What to do in the first 10 minutes, 10 hours, and 10 days — without panic
What to do if you’ve been hacked: a calm, step-by-step guide for business owners, family offices, and HNWIs to contain, assess, and prevent further damage.
It wasn’t dramatic.
No black screen. No ransom demand. No “system compromised” alert.
Just a bank notification that didn’t make sense. An email you never sent. A password reset you didn’t request.
And suddenly, you’re not wondering if something happened.
You’re wondering how bad it is.
If you’ve ever had that moment or want to be prepared in case you do, this guide is for you.
First: Pause. Then Contain.
In the first 10 minutes, here’s what we recommend



In the First 10 Hours: Lock It Down

Change passwords from a clean, secure device
Focus on your email, financial accounts, cloud storage, and shared platforms first.
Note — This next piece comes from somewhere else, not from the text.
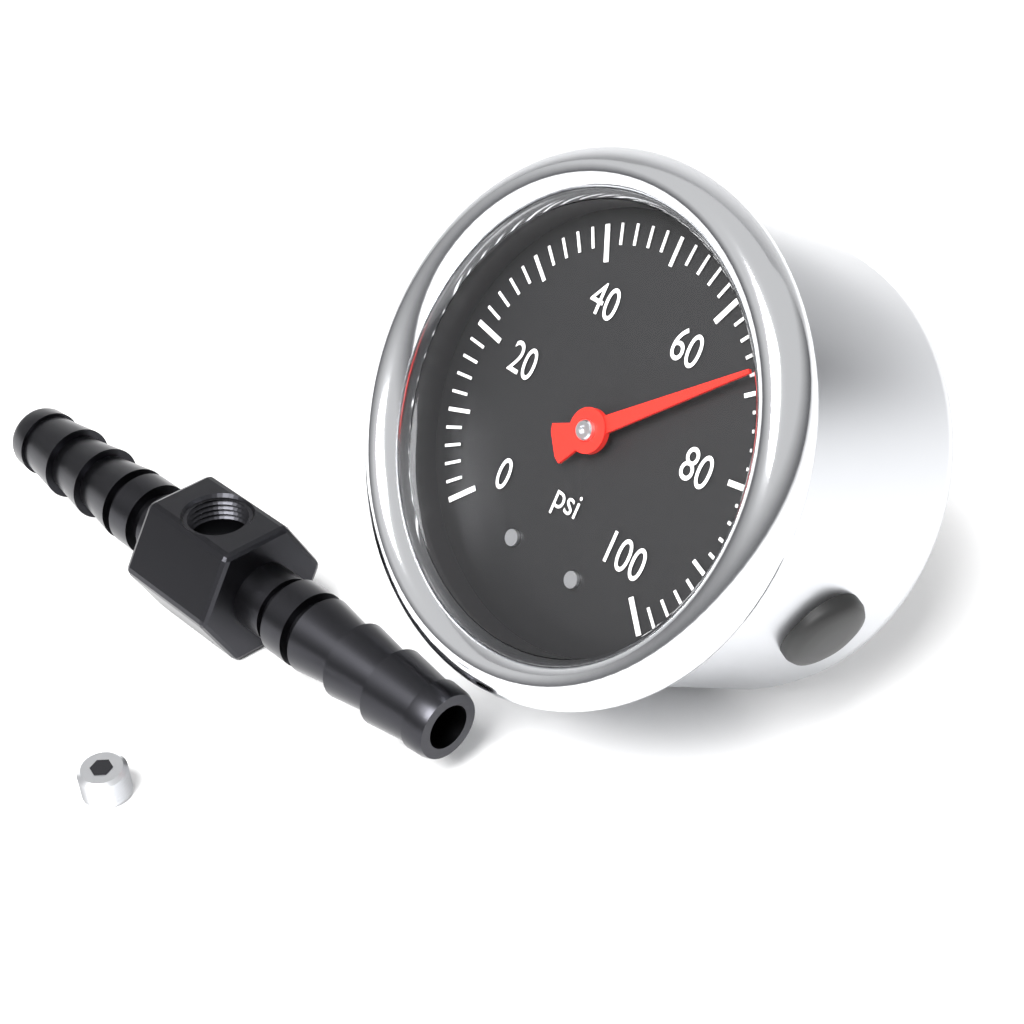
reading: 68 psi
Turn on multi-factor authentication (MFA)
If it wasn’t already enabled, this is your moment. It’s one of the most effective tools you have.

Review login history and inbox rules
Many attacks involve email forwarding rules or access from unfamiliar devices. These often go unnoticed until it’s too late.
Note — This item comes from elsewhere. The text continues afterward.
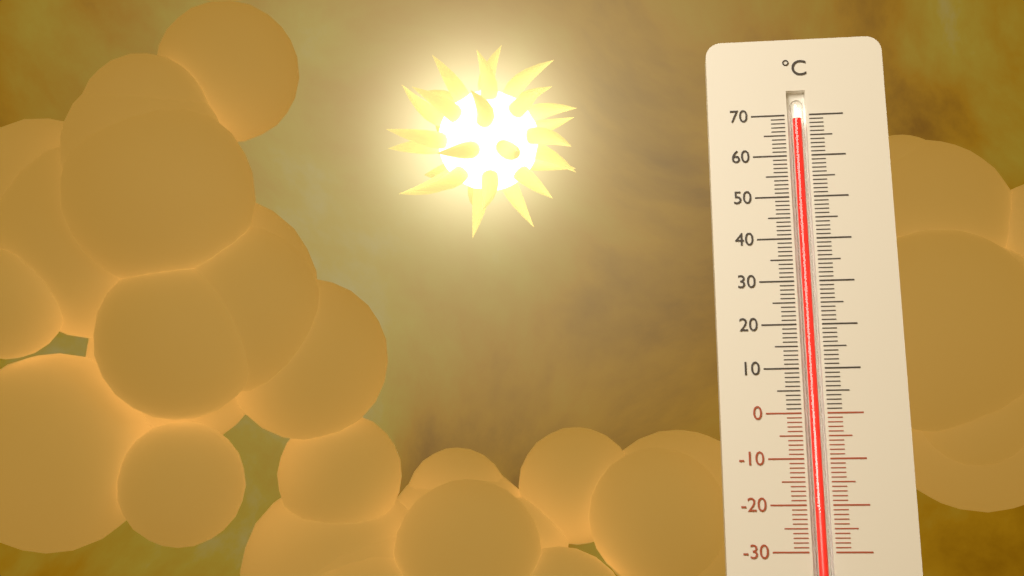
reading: 69 °C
Notify your bank or financial institution
If there’s even a chance of exposure, flag it. Many institutions have proactive fraud protocols and can help you secure accounts immediately.
Over the Next 10 Days: Investigate and Strengthen

Bring in a trusted cybersecurity partner
Someone who can look at your digital environment holistically not just the software, but how people, devices, and habits intersect.
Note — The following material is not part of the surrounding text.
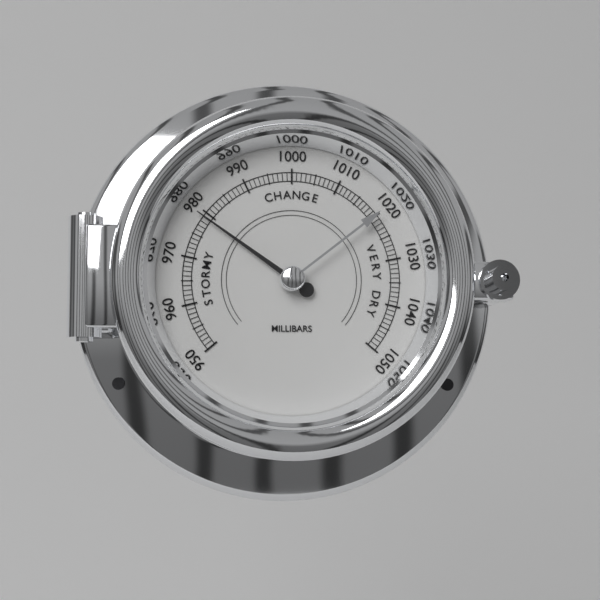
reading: 979 mbar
Audit who has access to your systems
That includes assistants, accountants, vendors, service providers, or anyone else with login credentials.

Review personal and home networks
Especially if you have multiple properties, smart home systems, or staff who work across locations.

Evaluate how you share sensitive information
Is your calendar public? Do vendors use secure channels? Are personal assistants accessing accounts on unsecured devices?
Want to start with something simple? How secure is your personal assistant?
You Might Not Know the Full Extent — Yet
This is what makes modern breaches so difficult: They’re often invisible. There may not be any obvious signs but credentials could still be exposed. Accounts could still be monitored. Sensitive information might still be in the wrong hands.
And if someone was in, your goal isn’t just to lock them out. It’s to understand what they touched and make sure the door doesn’t swing open again in the future.
You Don’t Need to Know Everything. You Just Need Clarity
We’ve worked with clients across industries, lifestyles, and business models. Entrepreneurs. Private households. Multi-property families. Some with internal IT. Many without.
What they all have in common:
A desire to stop guessing and start seeing clearly.
You don’t need to become a cybersecurity expert.
You don’t need to panic.
You just need a second set of eyes — someone who’s seen what others miss.
And when you're ready for that deeper look — digital, physical, or both — we're one call away.